The Lua sandbox is restrictive:

  • No filesystem access.
  • No network access.
  • No global table mutation (the string/table/math libraries are sealed).
  • A small Redis-specific API: redis.call, redis.pcall, redis.status_reply, redis.error_reply, redis.sha1hex, redis.log, redis.replicate_commands, redis.set_repl, redis.breakpoint, redis.debug, redis.setresp, redis.REPL_ALL/.../redis.REPL_NONE.
  • A subset of the Lua standard library (base, table, string, math, plus cjson, cmsgpack, bitop, struct from the bundled extensions).

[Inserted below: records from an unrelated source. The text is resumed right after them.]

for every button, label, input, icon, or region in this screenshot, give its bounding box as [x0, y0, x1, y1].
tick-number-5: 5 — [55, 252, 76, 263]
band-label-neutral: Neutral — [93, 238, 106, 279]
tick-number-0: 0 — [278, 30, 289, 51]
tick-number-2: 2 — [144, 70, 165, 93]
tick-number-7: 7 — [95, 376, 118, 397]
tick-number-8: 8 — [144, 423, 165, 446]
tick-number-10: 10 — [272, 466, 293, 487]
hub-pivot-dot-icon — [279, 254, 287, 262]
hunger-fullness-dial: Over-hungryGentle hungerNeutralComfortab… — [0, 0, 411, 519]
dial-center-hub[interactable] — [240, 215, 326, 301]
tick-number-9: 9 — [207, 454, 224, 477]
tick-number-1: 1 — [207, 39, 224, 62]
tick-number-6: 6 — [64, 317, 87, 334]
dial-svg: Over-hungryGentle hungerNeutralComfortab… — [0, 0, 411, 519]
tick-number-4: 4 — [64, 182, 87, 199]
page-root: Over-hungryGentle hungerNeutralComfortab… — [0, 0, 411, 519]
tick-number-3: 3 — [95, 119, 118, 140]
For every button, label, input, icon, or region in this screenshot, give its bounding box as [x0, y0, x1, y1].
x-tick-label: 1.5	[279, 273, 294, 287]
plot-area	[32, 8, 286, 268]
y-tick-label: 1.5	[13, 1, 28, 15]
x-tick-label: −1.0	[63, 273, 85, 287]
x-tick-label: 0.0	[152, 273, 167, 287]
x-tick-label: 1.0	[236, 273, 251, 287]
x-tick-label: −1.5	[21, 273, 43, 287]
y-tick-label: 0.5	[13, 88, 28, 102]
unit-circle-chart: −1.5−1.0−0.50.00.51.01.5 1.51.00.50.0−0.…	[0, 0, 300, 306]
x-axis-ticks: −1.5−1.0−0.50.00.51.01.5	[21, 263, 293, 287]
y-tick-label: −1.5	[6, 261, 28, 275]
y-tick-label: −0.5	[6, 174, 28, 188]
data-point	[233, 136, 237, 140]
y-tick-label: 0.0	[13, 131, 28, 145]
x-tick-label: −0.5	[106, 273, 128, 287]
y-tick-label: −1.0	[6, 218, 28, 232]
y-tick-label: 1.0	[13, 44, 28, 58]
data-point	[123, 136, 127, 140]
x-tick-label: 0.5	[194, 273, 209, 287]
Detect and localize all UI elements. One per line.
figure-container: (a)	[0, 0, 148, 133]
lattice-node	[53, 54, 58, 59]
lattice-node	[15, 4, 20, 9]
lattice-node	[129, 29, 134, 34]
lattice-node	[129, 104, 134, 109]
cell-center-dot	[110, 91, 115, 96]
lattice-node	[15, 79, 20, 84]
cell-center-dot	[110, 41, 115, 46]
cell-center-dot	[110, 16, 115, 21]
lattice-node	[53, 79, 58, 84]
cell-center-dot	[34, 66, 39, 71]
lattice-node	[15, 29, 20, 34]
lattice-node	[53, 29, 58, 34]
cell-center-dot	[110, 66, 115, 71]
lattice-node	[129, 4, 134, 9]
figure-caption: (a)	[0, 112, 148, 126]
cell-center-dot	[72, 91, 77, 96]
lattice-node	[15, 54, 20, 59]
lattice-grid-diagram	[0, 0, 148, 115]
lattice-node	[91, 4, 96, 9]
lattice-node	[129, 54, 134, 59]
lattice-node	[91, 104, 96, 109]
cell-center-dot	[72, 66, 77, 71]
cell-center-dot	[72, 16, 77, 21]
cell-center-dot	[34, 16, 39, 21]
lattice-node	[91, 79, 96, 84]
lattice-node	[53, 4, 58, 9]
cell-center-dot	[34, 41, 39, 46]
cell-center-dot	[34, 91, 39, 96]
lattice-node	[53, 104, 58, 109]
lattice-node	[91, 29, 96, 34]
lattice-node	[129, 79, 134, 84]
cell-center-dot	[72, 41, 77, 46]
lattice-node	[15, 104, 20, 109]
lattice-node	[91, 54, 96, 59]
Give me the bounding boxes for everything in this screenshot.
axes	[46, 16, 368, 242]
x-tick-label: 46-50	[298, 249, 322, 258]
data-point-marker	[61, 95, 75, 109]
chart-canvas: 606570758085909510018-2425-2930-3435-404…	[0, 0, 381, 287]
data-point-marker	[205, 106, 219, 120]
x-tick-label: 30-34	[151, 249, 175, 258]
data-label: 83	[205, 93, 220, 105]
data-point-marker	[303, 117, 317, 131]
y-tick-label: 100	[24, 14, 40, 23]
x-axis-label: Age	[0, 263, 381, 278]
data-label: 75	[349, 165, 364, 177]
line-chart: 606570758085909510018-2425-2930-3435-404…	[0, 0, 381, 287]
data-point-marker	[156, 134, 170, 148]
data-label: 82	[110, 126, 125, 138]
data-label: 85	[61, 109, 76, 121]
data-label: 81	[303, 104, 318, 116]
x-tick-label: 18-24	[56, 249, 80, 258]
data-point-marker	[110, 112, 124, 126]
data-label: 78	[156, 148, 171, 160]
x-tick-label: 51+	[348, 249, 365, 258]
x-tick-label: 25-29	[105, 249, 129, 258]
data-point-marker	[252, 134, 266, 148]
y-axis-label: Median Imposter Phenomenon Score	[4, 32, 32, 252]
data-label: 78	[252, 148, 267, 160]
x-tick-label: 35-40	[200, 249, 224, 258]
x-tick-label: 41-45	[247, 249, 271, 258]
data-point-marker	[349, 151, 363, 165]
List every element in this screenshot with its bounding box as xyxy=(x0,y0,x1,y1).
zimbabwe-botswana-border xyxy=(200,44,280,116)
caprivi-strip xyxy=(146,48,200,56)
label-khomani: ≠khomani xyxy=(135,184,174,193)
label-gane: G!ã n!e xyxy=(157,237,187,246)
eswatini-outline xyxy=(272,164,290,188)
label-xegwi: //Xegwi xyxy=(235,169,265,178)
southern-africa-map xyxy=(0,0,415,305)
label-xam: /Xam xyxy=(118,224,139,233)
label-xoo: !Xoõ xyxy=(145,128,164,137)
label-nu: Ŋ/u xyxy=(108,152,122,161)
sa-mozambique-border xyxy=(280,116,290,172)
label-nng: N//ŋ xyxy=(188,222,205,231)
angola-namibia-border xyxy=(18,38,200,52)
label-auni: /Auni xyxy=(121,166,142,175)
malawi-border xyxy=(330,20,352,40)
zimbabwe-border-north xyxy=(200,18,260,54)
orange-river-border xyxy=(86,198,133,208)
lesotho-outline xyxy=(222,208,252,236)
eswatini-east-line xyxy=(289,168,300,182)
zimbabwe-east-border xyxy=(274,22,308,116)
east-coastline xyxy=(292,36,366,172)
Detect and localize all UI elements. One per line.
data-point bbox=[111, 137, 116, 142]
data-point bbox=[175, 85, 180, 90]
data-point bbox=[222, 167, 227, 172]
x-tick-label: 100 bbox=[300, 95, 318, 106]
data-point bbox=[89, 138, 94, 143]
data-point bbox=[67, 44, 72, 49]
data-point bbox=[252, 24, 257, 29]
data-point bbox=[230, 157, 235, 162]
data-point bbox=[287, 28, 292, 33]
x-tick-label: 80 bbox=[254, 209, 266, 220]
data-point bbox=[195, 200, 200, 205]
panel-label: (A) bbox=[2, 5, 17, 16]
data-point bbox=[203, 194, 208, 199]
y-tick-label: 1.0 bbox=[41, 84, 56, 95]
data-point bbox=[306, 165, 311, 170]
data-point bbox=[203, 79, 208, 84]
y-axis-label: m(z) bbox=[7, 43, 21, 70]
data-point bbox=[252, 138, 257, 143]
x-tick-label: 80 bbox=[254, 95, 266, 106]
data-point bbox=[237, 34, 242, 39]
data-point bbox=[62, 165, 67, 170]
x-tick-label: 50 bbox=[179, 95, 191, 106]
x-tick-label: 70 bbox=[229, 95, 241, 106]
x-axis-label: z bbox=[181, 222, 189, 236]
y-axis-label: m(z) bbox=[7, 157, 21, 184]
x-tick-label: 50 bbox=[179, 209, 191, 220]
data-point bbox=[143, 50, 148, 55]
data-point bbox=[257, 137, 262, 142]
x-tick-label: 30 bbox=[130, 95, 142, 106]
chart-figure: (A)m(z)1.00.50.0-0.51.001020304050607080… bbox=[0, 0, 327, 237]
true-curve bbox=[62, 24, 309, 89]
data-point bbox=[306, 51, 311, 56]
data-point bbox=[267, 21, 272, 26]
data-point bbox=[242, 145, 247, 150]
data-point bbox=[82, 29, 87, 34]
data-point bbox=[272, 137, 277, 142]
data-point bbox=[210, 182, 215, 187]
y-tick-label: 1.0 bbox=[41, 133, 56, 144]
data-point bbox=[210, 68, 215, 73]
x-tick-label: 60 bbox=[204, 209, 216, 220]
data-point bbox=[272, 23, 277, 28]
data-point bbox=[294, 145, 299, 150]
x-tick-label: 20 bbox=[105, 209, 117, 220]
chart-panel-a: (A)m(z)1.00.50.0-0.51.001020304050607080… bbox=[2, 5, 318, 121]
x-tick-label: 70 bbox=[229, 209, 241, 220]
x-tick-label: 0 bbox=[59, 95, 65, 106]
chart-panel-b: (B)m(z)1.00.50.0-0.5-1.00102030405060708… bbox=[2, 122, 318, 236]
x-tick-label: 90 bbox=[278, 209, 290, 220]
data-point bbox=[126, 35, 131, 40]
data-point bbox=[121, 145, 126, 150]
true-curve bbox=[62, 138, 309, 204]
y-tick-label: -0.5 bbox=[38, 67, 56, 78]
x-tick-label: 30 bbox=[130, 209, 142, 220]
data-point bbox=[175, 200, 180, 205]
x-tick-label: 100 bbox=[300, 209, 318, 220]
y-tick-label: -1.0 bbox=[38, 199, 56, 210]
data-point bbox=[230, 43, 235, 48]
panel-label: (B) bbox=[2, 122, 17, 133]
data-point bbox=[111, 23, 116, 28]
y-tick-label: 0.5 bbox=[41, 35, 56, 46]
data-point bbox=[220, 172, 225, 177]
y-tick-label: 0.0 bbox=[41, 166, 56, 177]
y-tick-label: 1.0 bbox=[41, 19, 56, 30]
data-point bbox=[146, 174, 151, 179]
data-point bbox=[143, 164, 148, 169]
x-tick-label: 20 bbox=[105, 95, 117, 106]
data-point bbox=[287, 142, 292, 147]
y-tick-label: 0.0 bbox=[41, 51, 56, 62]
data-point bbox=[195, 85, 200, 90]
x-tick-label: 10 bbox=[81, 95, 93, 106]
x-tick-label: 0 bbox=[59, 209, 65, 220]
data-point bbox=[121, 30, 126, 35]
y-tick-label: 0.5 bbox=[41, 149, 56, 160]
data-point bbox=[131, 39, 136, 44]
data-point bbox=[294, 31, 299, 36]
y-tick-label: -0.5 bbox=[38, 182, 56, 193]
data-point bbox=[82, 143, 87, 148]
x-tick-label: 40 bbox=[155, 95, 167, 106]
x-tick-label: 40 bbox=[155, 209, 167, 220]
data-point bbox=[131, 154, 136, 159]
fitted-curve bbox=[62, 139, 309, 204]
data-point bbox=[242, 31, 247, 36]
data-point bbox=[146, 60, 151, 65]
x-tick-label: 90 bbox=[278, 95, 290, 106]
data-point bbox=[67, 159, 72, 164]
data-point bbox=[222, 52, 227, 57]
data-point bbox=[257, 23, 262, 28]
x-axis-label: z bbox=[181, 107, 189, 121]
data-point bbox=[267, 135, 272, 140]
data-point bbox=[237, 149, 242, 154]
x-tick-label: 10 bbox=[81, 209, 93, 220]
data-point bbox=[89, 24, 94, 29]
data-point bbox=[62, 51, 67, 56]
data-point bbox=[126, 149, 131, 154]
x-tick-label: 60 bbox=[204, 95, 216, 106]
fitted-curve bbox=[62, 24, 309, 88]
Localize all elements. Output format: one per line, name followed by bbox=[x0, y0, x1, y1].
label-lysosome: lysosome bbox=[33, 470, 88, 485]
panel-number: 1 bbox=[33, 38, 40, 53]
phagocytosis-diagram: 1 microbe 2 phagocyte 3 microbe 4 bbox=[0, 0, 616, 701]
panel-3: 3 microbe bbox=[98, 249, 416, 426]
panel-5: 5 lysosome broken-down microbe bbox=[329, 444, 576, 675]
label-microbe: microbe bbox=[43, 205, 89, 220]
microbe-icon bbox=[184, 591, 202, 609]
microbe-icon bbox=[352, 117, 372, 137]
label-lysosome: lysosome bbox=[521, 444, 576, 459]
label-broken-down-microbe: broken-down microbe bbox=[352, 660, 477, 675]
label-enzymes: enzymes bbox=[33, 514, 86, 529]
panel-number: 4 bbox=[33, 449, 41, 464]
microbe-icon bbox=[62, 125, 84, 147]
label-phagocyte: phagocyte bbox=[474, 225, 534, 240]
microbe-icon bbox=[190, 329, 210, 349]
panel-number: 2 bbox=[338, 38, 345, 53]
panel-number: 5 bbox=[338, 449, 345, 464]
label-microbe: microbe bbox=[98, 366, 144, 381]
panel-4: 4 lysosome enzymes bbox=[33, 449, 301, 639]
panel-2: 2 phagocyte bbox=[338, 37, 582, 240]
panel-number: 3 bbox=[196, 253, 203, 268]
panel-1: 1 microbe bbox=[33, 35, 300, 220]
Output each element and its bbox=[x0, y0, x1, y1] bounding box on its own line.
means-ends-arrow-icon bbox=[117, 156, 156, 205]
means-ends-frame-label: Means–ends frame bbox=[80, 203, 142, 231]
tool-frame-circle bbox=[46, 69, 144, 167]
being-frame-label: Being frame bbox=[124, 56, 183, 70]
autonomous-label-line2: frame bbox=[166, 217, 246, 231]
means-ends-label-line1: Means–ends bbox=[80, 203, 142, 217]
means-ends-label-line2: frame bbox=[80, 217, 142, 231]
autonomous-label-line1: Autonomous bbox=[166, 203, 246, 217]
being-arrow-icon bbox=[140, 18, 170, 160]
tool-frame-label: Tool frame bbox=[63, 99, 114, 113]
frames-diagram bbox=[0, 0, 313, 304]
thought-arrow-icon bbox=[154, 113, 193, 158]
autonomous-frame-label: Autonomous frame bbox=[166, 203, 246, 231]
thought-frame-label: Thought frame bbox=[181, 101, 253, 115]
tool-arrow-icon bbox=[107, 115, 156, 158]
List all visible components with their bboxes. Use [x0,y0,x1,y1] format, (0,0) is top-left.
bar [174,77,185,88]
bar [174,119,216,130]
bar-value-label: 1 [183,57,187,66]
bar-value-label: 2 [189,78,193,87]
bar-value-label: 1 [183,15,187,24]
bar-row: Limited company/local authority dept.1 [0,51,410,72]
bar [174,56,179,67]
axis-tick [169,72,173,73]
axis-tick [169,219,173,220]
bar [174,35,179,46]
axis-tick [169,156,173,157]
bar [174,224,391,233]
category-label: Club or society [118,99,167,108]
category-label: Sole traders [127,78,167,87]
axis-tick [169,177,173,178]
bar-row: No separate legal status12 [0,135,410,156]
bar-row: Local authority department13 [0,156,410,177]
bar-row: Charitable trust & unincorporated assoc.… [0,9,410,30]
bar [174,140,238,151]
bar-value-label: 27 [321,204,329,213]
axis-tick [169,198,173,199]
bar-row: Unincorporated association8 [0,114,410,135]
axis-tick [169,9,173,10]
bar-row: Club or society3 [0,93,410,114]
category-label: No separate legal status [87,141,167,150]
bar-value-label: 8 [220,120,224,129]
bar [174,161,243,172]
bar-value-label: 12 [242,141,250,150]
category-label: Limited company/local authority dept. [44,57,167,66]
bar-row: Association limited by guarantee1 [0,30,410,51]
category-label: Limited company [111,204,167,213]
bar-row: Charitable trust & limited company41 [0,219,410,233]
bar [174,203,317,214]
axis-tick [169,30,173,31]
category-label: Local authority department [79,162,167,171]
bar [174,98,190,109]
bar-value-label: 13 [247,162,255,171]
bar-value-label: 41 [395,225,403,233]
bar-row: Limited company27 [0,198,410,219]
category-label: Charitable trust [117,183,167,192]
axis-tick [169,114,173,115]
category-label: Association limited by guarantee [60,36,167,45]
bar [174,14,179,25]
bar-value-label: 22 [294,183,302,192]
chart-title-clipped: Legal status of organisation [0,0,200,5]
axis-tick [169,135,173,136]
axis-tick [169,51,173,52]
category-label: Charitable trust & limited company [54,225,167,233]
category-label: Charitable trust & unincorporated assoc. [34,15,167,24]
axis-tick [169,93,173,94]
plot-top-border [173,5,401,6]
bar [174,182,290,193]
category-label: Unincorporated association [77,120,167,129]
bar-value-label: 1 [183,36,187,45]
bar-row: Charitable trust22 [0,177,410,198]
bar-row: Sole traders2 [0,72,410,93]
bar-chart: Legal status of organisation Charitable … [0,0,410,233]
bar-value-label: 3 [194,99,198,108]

The sandbox setup is in src/script_lua.c.

Script timeout

lua-time-limit (default 5000 ms) sets when a script is "slow". Past this, other clients receive -BUSY and can issue SCRIPT KILL (or SHUTDOWN NOSAVE). The handler is wired to a per-script flag checked from a Lua hook installed via lua_sethook.

Where to start modifying

  • Add a redis.<func> — register it in luaRegisterRedisAPI in src/script_lua.c.
  • Tighten the sandboxluaCreateBaseLibState strips and rebuilds the standard libraries.
  • Add a function flag — extend the scriptFlag enum in src/script.h and the parser in src/function_lua.c.
  • Implement a non-Lua engine — register an engine via the engineImpl API in src/functions.c. The structure is engine-agnostic by design.
  • Modules — modules can also expose new commands callable from scripts via RedisModule_Call.
  • redis-server — the script subsystem is initialised from main() via scriptingInit and functionsInit.

Built by Factory AutoWiki from public repository content. It is a generated preview for codebase exploration, not source-maintained documentation.